More bad news for Bushco boosters
With health care shaping up as a bigger issue all the time, as Kerry runs ads highlighting the problem and the Congressional D's hyping a new petition for a Patient's Bill of Rights, Bush has stuck with his pals in the insurance industry, figuring, apparently, that their checks will buy more votes than he loses by ignoring those in need.
Pandering to the insurers legislative desirese, though, may not be enough if his economic policies keep cutting into their customer base in the way this weekend post from Nathan Newman indicates.
It's fair to say that a lot of jobs that are being created may not be the jobs that come with benefits," Ron Williams, president of Aetna Inc. (NYSE:AET - news), one of the biggest U.S. health insurers with 13 million members, told investors in early June.Let's face it, you can't get rich gouging customers you don't have.
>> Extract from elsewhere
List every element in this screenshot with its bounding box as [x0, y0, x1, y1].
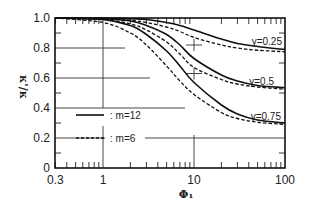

Folks who do math for a living are bound to figure that out.
That echoes recent comments by others in the industry including William McGuire, chief executive of UnitedHealth Group (NYSE:UNH - news), the biggest U.S. health plan with 18 million members...
Analysts who follow the big publicly-traded health plans in general have even more grim enrollment forecasts than the companies themselves.
The stark reality is that employer-paid health care is now a privilege, not something a majority of employees can aspire to: In 2003, 45 percent of employees had medical coverage through employers, down from 63 percent a decade earlier, according to government figures.